V. IT in a Business Context and CloudBolt C2

There are many factors that impact how an organization chooses to manage their IT environment. Vendors claiming to solve the technical problems of cloud-focused IT management are numerous, but none outside of CloudBolt C2 enable the same type of transparency and business-focused decisions. Being built from the ground-up as a Cloud Manager, C2 was not intended to replace existing virtualization management, but rather, compliment existing technologies while allowing business to consume and report on IT usage in ways that make sense to the how the business is run and managed.

CloudBolt C2 enables It organizations to simultaneously manage multiple virtualization platforms, hypervisors, public and private clouds, and provides a powerful, configurable self-service portal to present these resources to IT consumers in a predictable, manageable, and business-focused manner.

Self-service IT is made possible through automation, and CloudBolt C2 has a demonstrated track record of integrating with the types of technical and business systems likely being used by many companies, but also provides a flexible architecture which allows IT organizations to integrate new and disruptive technologies to the Data Center without actually disrupting the IT consumers, or the Business itself.

Finally, organizations that implement CloudBolt C2 gain significant intelligence around the use and consumption of resources by various teams, projects, and business units. This intelligence is crucial when making business decisions about which projects to fund because they positively contribute to the business. Beyond the technical capabilities, It is CloudBolt’s business-first approach that most differentiates itself from other vendors in the Cloud Management landscape.

VI. About CloudBolt Software

Founded and run by members of the team that built the HP Server Automation system management and automation software suite, CloudBolt C2 is the next-generation Cloud Manager that enables Business-Driven IT. C2 solves the problem of manual IT provisioning by fully automating virtual and cloud resource provisioning in the data center. C2 makes IT organizations more agile, and delivers a fully commoditized IT environment.

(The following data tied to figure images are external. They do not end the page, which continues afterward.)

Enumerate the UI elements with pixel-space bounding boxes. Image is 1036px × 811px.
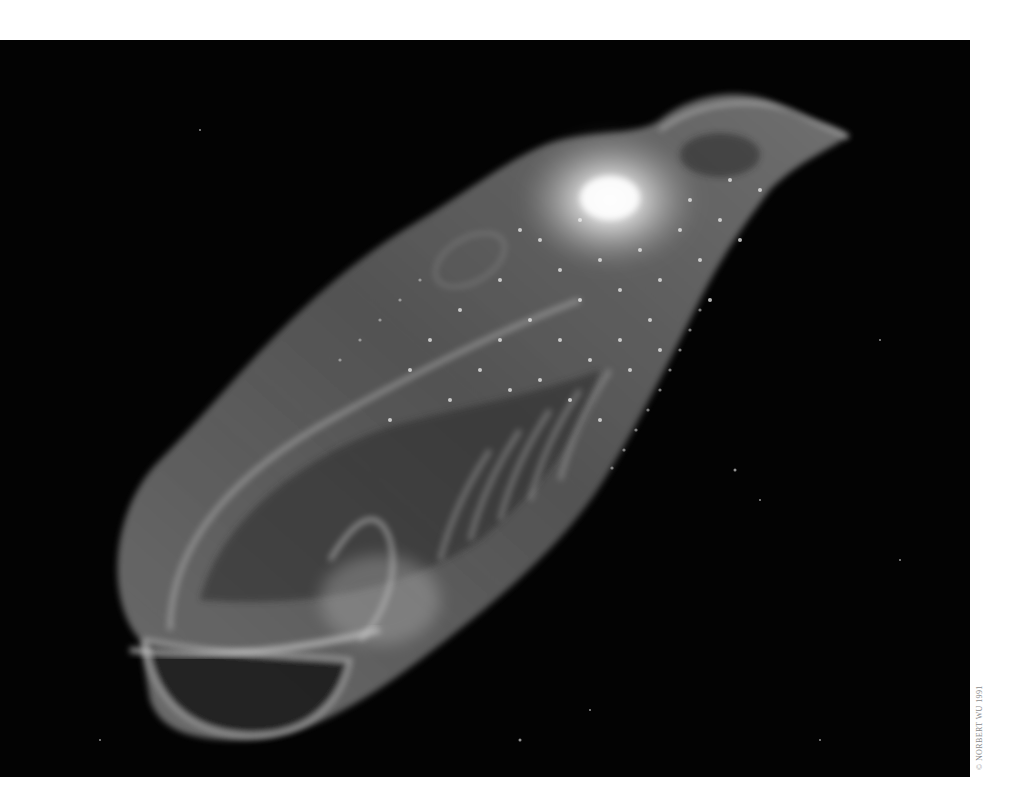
gelatinous-creature-illustration	[0, 40, 970, 777]
photo-credit: © NORBERT WU 1991	[975, 685, 984, 770]
photograph	[0, 40, 970, 777]
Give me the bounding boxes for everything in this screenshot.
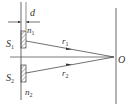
double-slit-diagram: d n1 S1 S2 n2 r1 r2 O (0, 0, 128, 109)
label-n2: n2 (25, 87, 33, 98)
label-r1: r1 (62, 36, 69, 47)
label-S2: S2 (6, 72, 14, 84)
label-n1: n1 (27, 25, 35, 36)
ray-r2 (26, 57, 114, 73)
slab-n1 (21, 31, 26, 48)
label-O: O (118, 54, 125, 65)
ray-r1-arrow-icon (66, 48, 72, 51)
label-d: d (30, 7, 36, 18)
label-r2: r2 (62, 68, 69, 79)
slab-n2 (21, 65, 26, 82)
label-S1: S1 (6, 38, 14, 50)
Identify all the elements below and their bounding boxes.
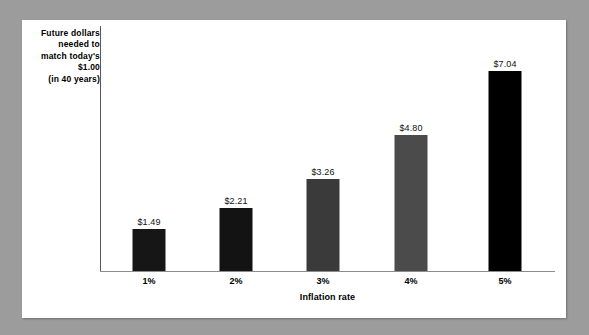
x-axis-tick-label-4: 4%: [380, 276, 442, 286]
y-axis-title-line-1: Future dollars: [28, 28, 100, 39]
x-axis-tick-label-2: 2%: [205, 276, 267, 286]
y-axis-title-line-5: (in 40 years): [28, 74, 100, 85]
bar-value-label-5: $7.04: [494, 59, 517, 69]
y-axis-title-line-3: match today's: [28, 51, 100, 62]
bar-value-label-1: $1.49: [138, 217, 161, 227]
bar-2[interactable]: [220, 208, 253, 271]
bar-value-label-3: $3.26: [312, 167, 335, 177]
bar-value-label-4: $4.80: [400, 123, 423, 133]
bar-group-4: $4.80: [380, 26, 442, 271]
y-axis-title-line-4: $1.00: [28, 62, 100, 73]
bar-1[interactable]: [133, 229, 166, 271]
x-axis-line: [100, 271, 555, 272]
bar-value-label-2: $2.21: [225, 196, 248, 206]
plot-area: $1.49 $2.21 $3.26 $4.80 $7.04: [100, 26, 555, 271]
bar-5[interactable]: [489, 71, 522, 271]
bar-3[interactable]: [307, 179, 340, 271]
chart-background: Future dollars needed to match today's $…: [0, 0, 589, 335]
x-axis-tick-labels: 1% 2% 3% 4% 5%: [100, 276, 555, 290]
x-axis-tick-label-5: 5%: [474, 276, 536, 286]
y-axis-title-line-2: needed to: [28, 39, 100, 50]
chart-panel: Future dollars needed to match today's $…: [22, 20, 566, 318]
bar-4[interactable]: [395, 135, 428, 271]
bar-group-1: $1.49: [118, 26, 180, 271]
x-axis-title: Inflation rate: [100, 292, 555, 302]
x-axis-tick-label-1: 1%: [118, 276, 180, 286]
x-axis-tick-label-3: 3%: [292, 276, 354, 286]
bar-group-5: $7.04: [474, 26, 536, 271]
bar-group-2: $2.21: [205, 26, 267, 271]
y-axis-title: Future dollars needed to match today's $…: [28, 28, 100, 85]
bar-group-3: $3.26: [292, 26, 354, 271]
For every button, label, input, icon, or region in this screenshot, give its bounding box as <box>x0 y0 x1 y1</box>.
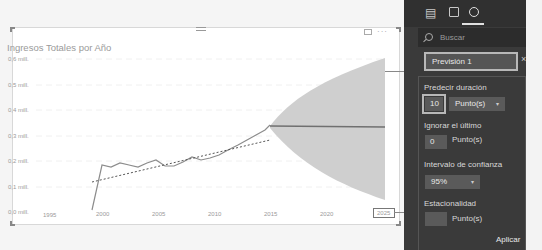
x-tick: 1995 <box>43 212 56 218</box>
active-tab-indicator <box>462 23 484 25</box>
seasonality-label: Estacionalidad <box>424 199 476 208</box>
fields-icon: ▤ <box>425 6 436 20</box>
tab-fields[interactable]: ▤ <box>422 6 438 20</box>
paint-roller-icon <box>449 7 459 17</box>
forecast-unit-value: Punto(s) <box>455 99 485 108</box>
search-icon <box>425 33 433 41</box>
forecast-length-label: Predecir duración <box>424 83 487 92</box>
chart-plot <box>0 0 406 250</box>
search-placeholder: Buscar <box>440 33 465 42</box>
analytics-pane: ▤ Buscar Previsión 1 × Predecir duración… <box>404 0 526 250</box>
tab-format[interactable] <box>446 6 462 20</box>
x-tick: 2000 <box>96 211 109 217</box>
confidence-dropdown[interactable]: 95% ▾ <box>425 175 480 189</box>
x-tick: 2020 <box>320 211 333 217</box>
ignore-last-label: Ignorar el último <box>424 121 481 130</box>
report-canvas: ··· Ingresos Totales por Año 0,6 mill. 0… <box>0 0 406 250</box>
chevron-down-icon: ▾ <box>471 175 474 189</box>
forecast-settings-section: Predecir duración 10 Punto(s) ▾ Ignorar … <box>418 76 526 250</box>
ignore-last-input[interactable]: 0 <box>425 135 447 149</box>
confidence-label: Intervalo de confianza <box>424 160 502 169</box>
forecast-length-input[interactable]: 10 <box>425 97 443 111</box>
tab-analytics[interactable] <box>466 6 482 20</box>
seasonality-unit: Punto(s) <box>452 214 482 223</box>
apply-button[interactable]: Aplicar <box>496 235 520 244</box>
x-tick: 2010 <box>208 211 221 217</box>
forecast-name-field[interactable]: Previsión 1 <box>424 52 518 71</box>
confidence-band <box>270 58 385 200</box>
seasonality-input[interactable] <box>425 212 447 226</box>
search-input[interactable]: Buscar <box>418 28 528 47</box>
background <box>526 0 542 250</box>
x-tick: 2005 <box>152 211 165 217</box>
confidence-value: 95% <box>431 177 447 186</box>
chevron-down-icon: ▾ <box>496 97 499 111</box>
analytics-icon <box>469 7 479 17</box>
ignore-last-unit: Punto(s) <box>452 135 482 144</box>
forecast-unit-dropdown[interactable]: Punto(s) ▾ <box>449 97 505 111</box>
pane-tabs: ▤ <box>404 0 526 27</box>
actual-line <box>92 125 270 210</box>
x-tick: 2015 <box>264 211 277 217</box>
callout-connector <box>385 71 406 72</box>
x-tick-highlighted: 2025 <box>377 210 390 216</box>
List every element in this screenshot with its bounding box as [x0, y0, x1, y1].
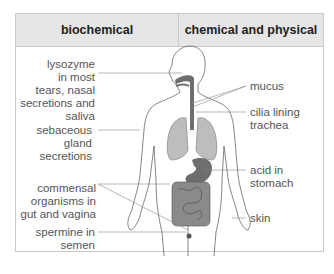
label-line: lysozyme	[47, 58, 95, 70]
label-mucus: mucus	[250, 80, 320, 93]
label-line: secretions and	[20, 97, 95, 109]
label-line: in most	[58, 71, 95, 83]
label-line: tears, nasal	[36, 84, 95, 96]
label-cilia: cilia lining trachea	[250, 106, 310, 132]
label-skin: skin	[250, 212, 290, 225]
label-acid: acid in stomach	[250, 164, 305, 190]
label-sebaceous: sebaceous gland secretions	[30, 124, 92, 163]
label-spermine: spermine in semen	[30, 226, 95, 252]
label-lysozyme: lysozyme in most tears, nasal secretions…	[20, 58, 95, 123]
label-line: saliva	[66, 110, 95, 122]
label-commensal: commensal organisms in gut and vagina	[18, 182, 96, 221]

VII. About The Virtualization Practice

The Virtualization Practice is an industry analyst firm focusing upon data center virtualization and . Bernd Harzog is TVP’s Analyst for Cloud Management focusing on the Operations, Applications, and Cloud Management layers of the Software Defined Data. Bernd was formerly a Gartner Group® Research Director focusing on the Windows Server® operating system, CEO of RTO Software, and VP of Products at Netuitive®, and has been involved in vendor and IT strategy since 1980.